Morrissey examines a wide spectrum of experience among Caribbean slave women, including their work at home, in the fields, and as domestics; their roles as wives and mothers; their health, sexuality, and fertility; and their decline in status with the advent of industrialization and the abolition of slavery.
Life for these women, Morrissey shows, was much more hazardous, brutal, and fragmented than it was for their counterparts in the American South. These women were in a constant, dynamic struggle with men—both masters and fellow slaves—over the foundations of their social experience. This experience was defined both by their status as slaves and by gender inequality. On the one hand, their slave status gradually robbed them of their domain—the household economy—and created a kind of perverse equality in which slave women—like slave men—became “units of agricultural labor.” One the other hand, slave women were denied the access that slave men eventually gained to skilled agricultural work. The result of this gender inequality, as Morrissey convincingly demonstrates, was a further erosion of the status and authority of slave women within their own culture.

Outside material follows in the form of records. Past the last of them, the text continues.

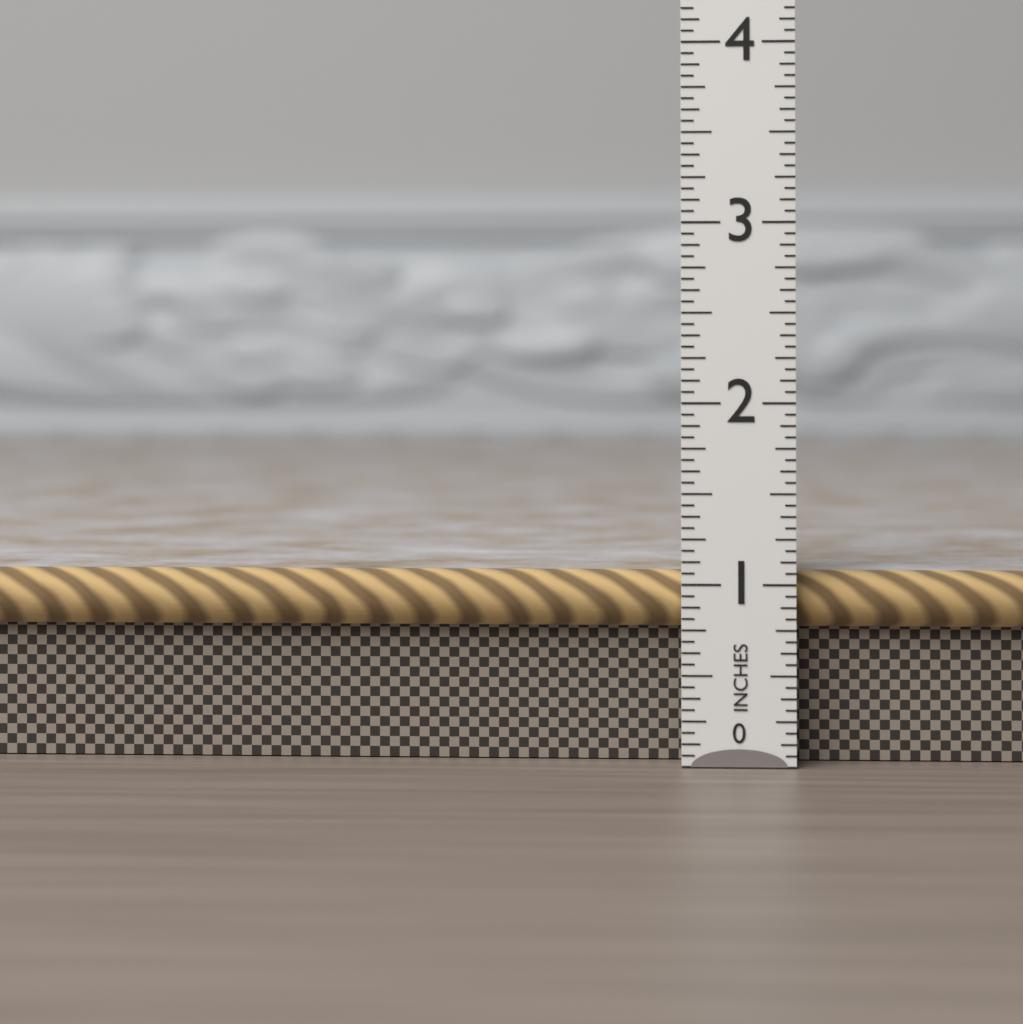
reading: 1.0625 in
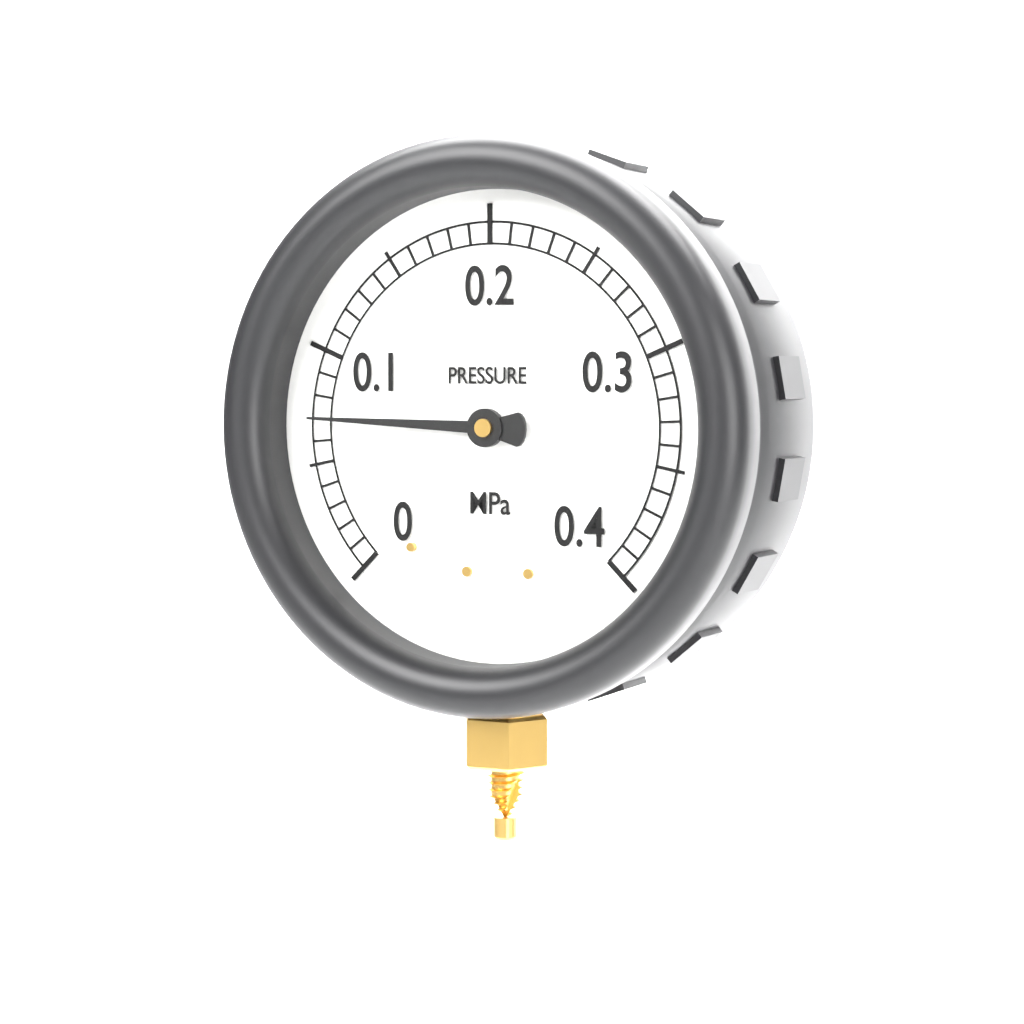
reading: 0.07 MPa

Morrissey’s study, which addresses significant issues in women's history and black history, will go far toward reshaping our perceptions of slave life in the new world.
Morrissey examines a wide spectrum of experience among Caribbean slave women, including their work at home, in the fields, and as domestics; their roles as wives and mothers; their health, sexuality, and fertility; and their decline in status with the advent of industrialization and the abolition of slavery.
Life for these women, Morrissey shows, was much more hazardous, brutal, and fragmented than it was for their counterparts in the American South. These women were in a constant, dynamic struggle with men—both masters and fellow slaves—over the foundations of their social experience. This experience was defined both by their status as slaves and by gender inequality. On the one hand, their slave status gradually robbed them of their domain—the household economy—and created a kind of perverse equality in which slave women—like slave men—became “units of agricultural labor.” One the other hand, slave women were denied the access that slave men eventually gained to skilled agricultural work. The result of this gender inequality, as Morrissey convincingly demonstrates, was a further erosion of the status and authority of slave women within their own culture.
Morrissey’s study, which addresses significant issues in women's history and black history, will go far toward reshaping our perceptions of slave life in the new world.
Marietta Morrissey is professor emerita of sociology at the University of Toledo and an independent consultant on higher education. She is a former professor of sociology and dean of humanities and social sciences at Montclair State University.